The scenery in the photos is the easy part. These decide whether the trip works.
- Water carry and paddle type. Flatwater lake, sea kayak, or canoe-with-portage are three different skill sets. Match the water to your ability, not your ambition.
- Guided or self-guided. Alaska and Moab practically require a guide. The Boundary Waters rewards going without one if you have the skills. The Smokies and Yellowstone go either way.
- Permits and season. Boundary Waters permits are quota-limited in the busy months; Yellowstone and Alaska trips are summer-bound; Moab is a shoulder-season game. Sort this before anything else.
- Trip length that fits your fitness. A twelve-hour paddle-and-hike day is a real thing at Fontana. Read the hours, not the highlight reel.
- Bailout points. On big water especially, know where you can get off if weather turns.
For the walking half of any of these, our rundown of beginner-friendly trails is a decent gut check on whether the hiking leg suits your group.
Who should skip the combo trip
Not everyone needs to bolt two sports together.
Skip it if you're new to paddling and picking a sea-kayak destination first. Learn on flat water close to home before you commit to tides and cold. Skip the long day-tour options if your group's slowest hiker isn't ready for the mileage, since the paddle back doesn't get shorter because you're tired. And skip the guided premium trips if you have the skills to self-outfit, especially in the Boundary Waters, where the whole appeal is doing it on your own terms.

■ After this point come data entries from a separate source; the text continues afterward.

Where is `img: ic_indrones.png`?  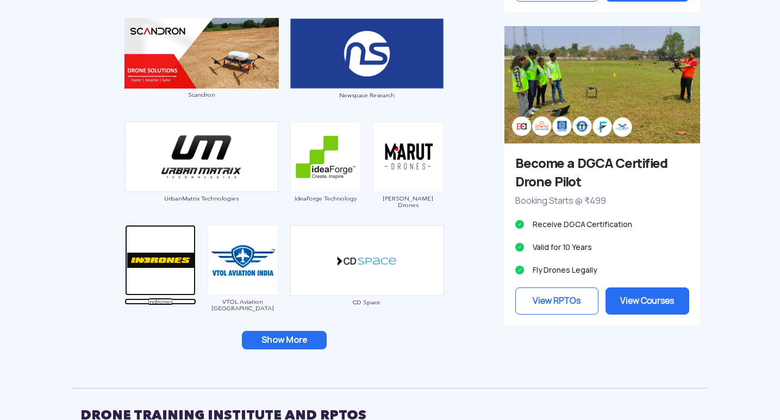 img: ic_indrones.png is located at coordinates (160, 260).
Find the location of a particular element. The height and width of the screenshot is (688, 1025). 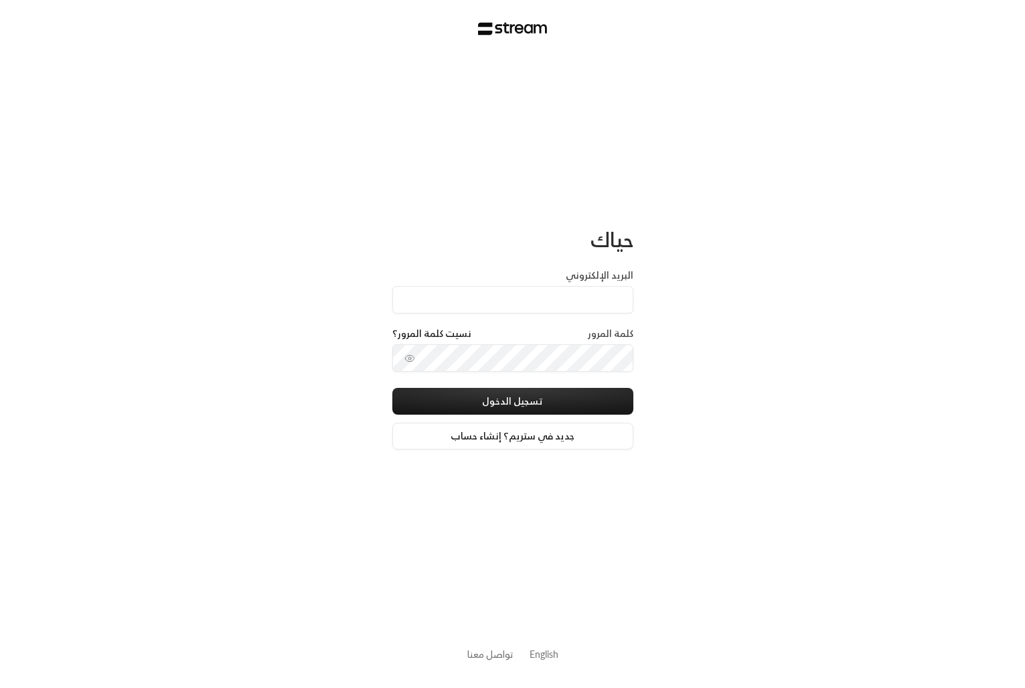

span: حياك is located at coordinates (612, 239).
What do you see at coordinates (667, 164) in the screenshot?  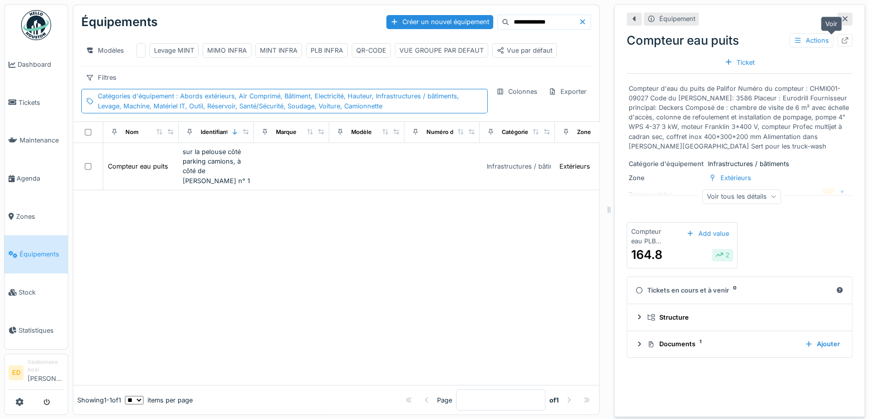 I see `div: Catégorie d'équipement` at bounding box center [667, 164].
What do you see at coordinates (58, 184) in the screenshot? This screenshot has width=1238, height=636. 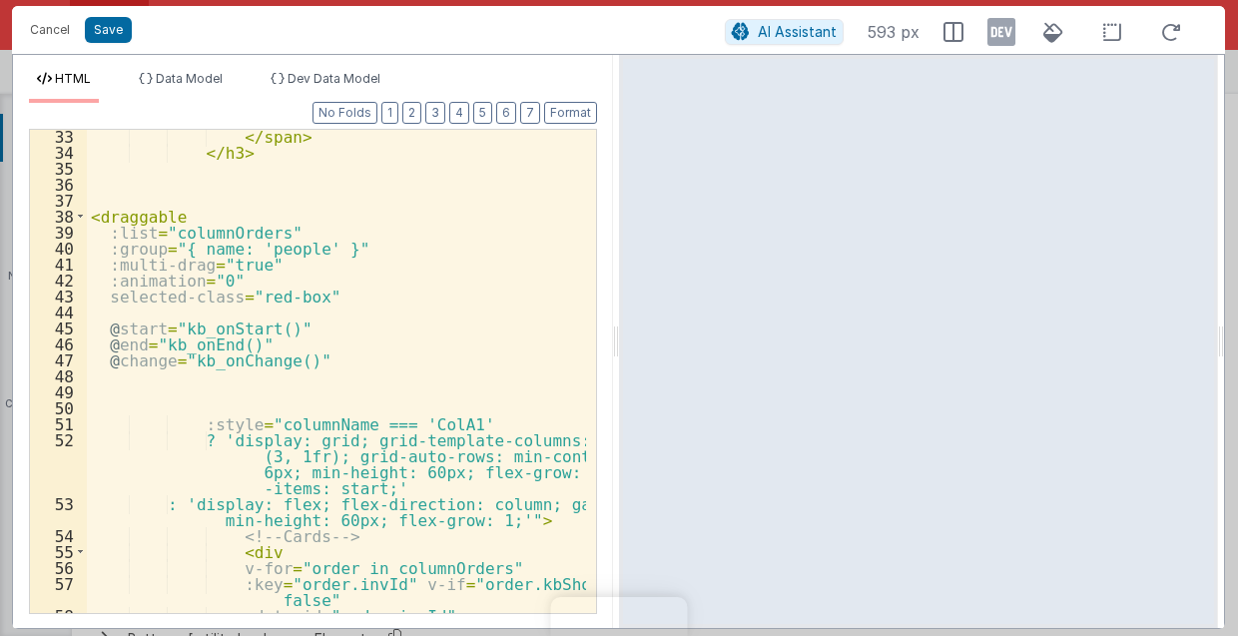 I see `div: 36` at bounding box center [58, 184].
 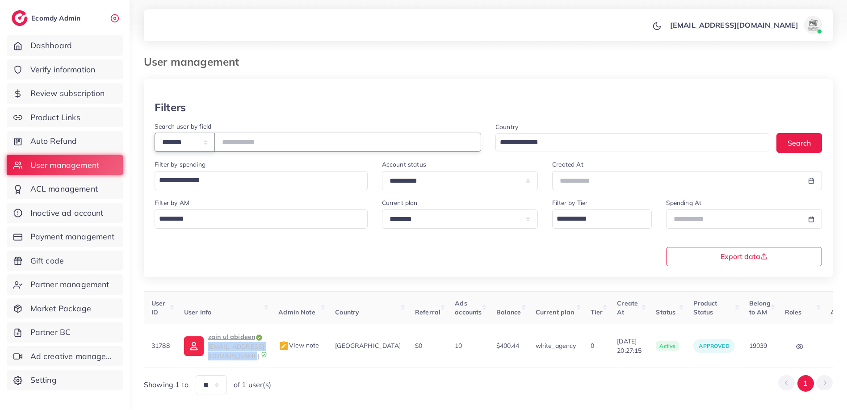 I want to click on label: Account status, so click(x=404, y=164).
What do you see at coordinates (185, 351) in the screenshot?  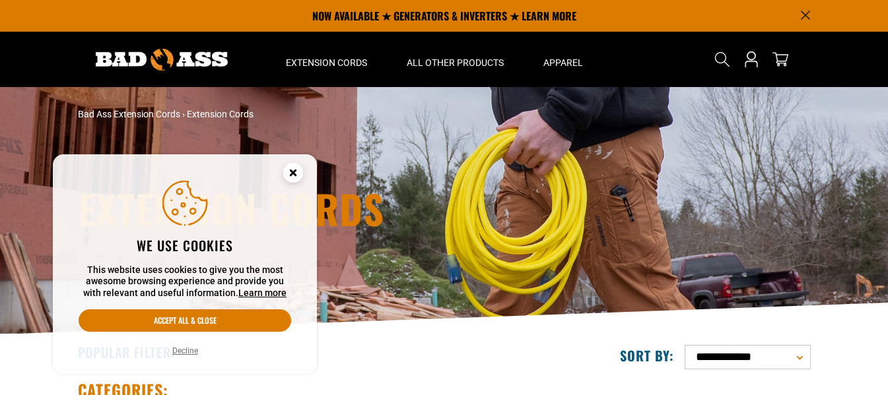 I see `button: Decline` at bounding box center [185, 351].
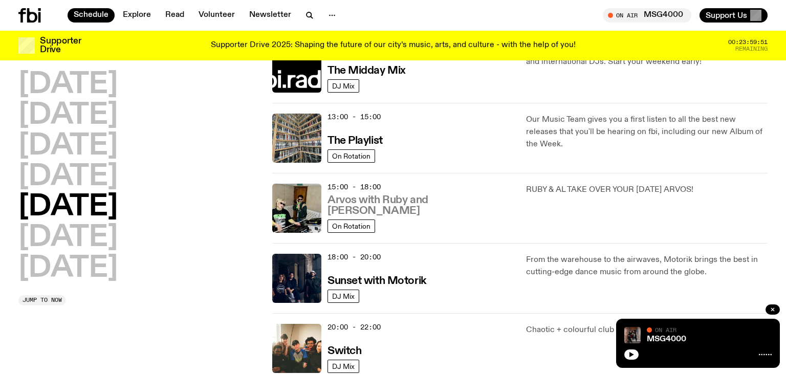 This screenshot has width=786, height=374. What do you see at coordinates (297, 138) in the screenshot?
I see `a: A corner shot of the fbi music library` at bounding box center [297, 138].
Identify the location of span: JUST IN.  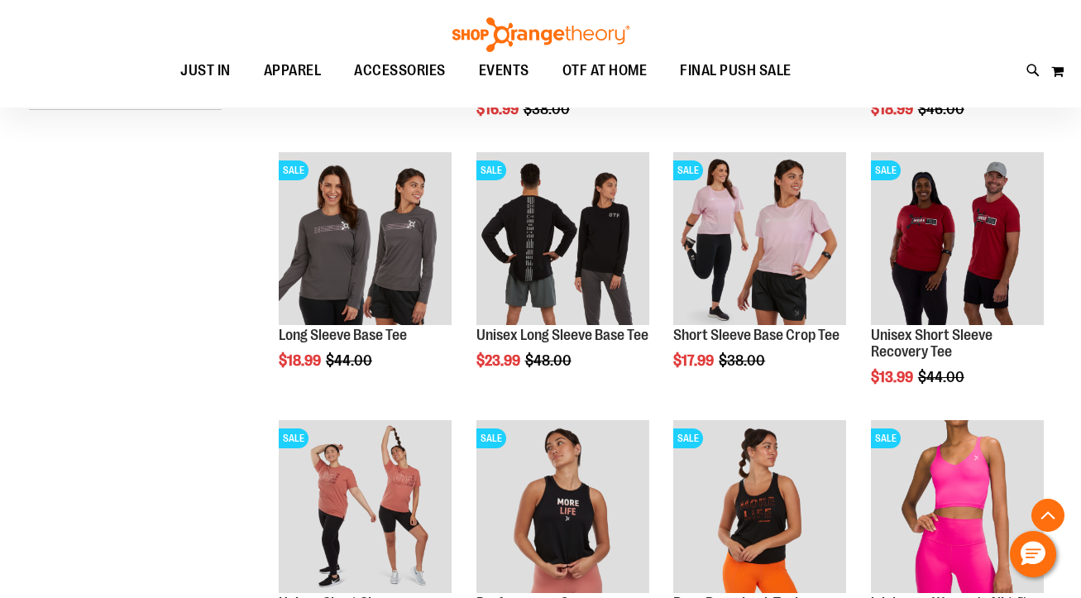
(205, 70).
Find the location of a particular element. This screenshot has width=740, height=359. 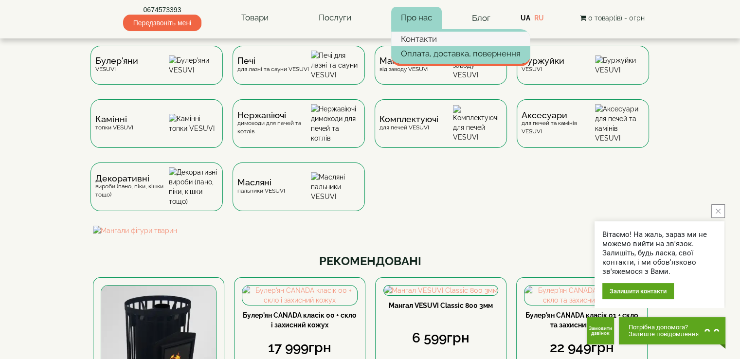

a: Каміннітопки VESUVI Камінні топки VESUVI is located at coordinates (157, 131).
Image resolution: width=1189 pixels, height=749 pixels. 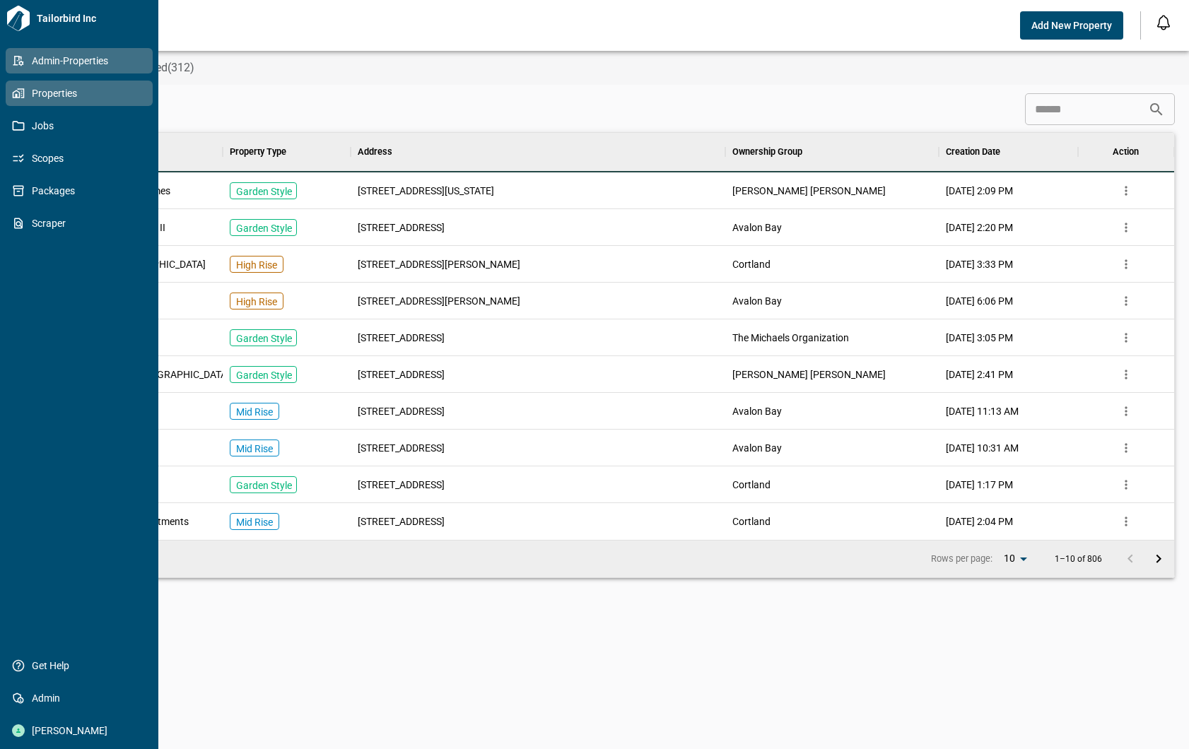 I want to click on span: Scraper, so click(x=82, y=223).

If you'd rather keep the two activities separate and just want good water-adjacent camping, our guide to wild camping spots covers that without the paddling commitment.
FAQ
Do I need my own kayak or canoe for these trips?
Usually not. Guided operators in Alaska, Yellowstone, Moab, and the Smokies provide boats and safety gear as part of the trip. The Boundary Waters is the main place you'll either bring your own canoe or rent from a local outfitter, who can also handle the portage packs and food if you ask.
How fit do I need to be to combine hiking and paddling?
It depends entirely on which trip. A flatwater lake paddle plus a short walk suits almost anyone. A twelve-plus-hour paddle-and-hike day or a portage-heavy Boundary Waters route asks for real endurance in both your legs and shoulders. Read the stated hours and mileage and plan around your slowest person, not your fittest.
When is the best season for these areas?
Alaska and Yellowstone are summer trips, full stop, because of water temperature and access. The Boundary Waters runs late spring through early fall, with midsummer bugs as the tradeoff. Moab is a spring and fall destination since summer desert heat makes the biking and hiking legs miserable and unsafe.
What should I pack that's specific to a hike-and-paddle trip?
Beyond normal hiking gear: a dry bag for anything that can't get wet, quick-dry clothing you can hike in after the paddle, and footwear that handles both wet launches and trail. Water shoes or drainable trail runners beat heavy boots for the paddle legs. Cold-water destinations like Alaska also need proper layers, since immersion is a real risk, not a rare one.
Can complete beginners do a hiking and kayaking trip?
Yes, on the right water. Guided flatwater trips in Yellowstone or on Fontana Lake are built for first-timers and include basic instruction. Sea kayaking in Alaska is not a beginner's first paddle, and a self-guided Boundary Waters route assumes you can already navigate and portage. Start on calm water with a guide, then work up to the bigger trips.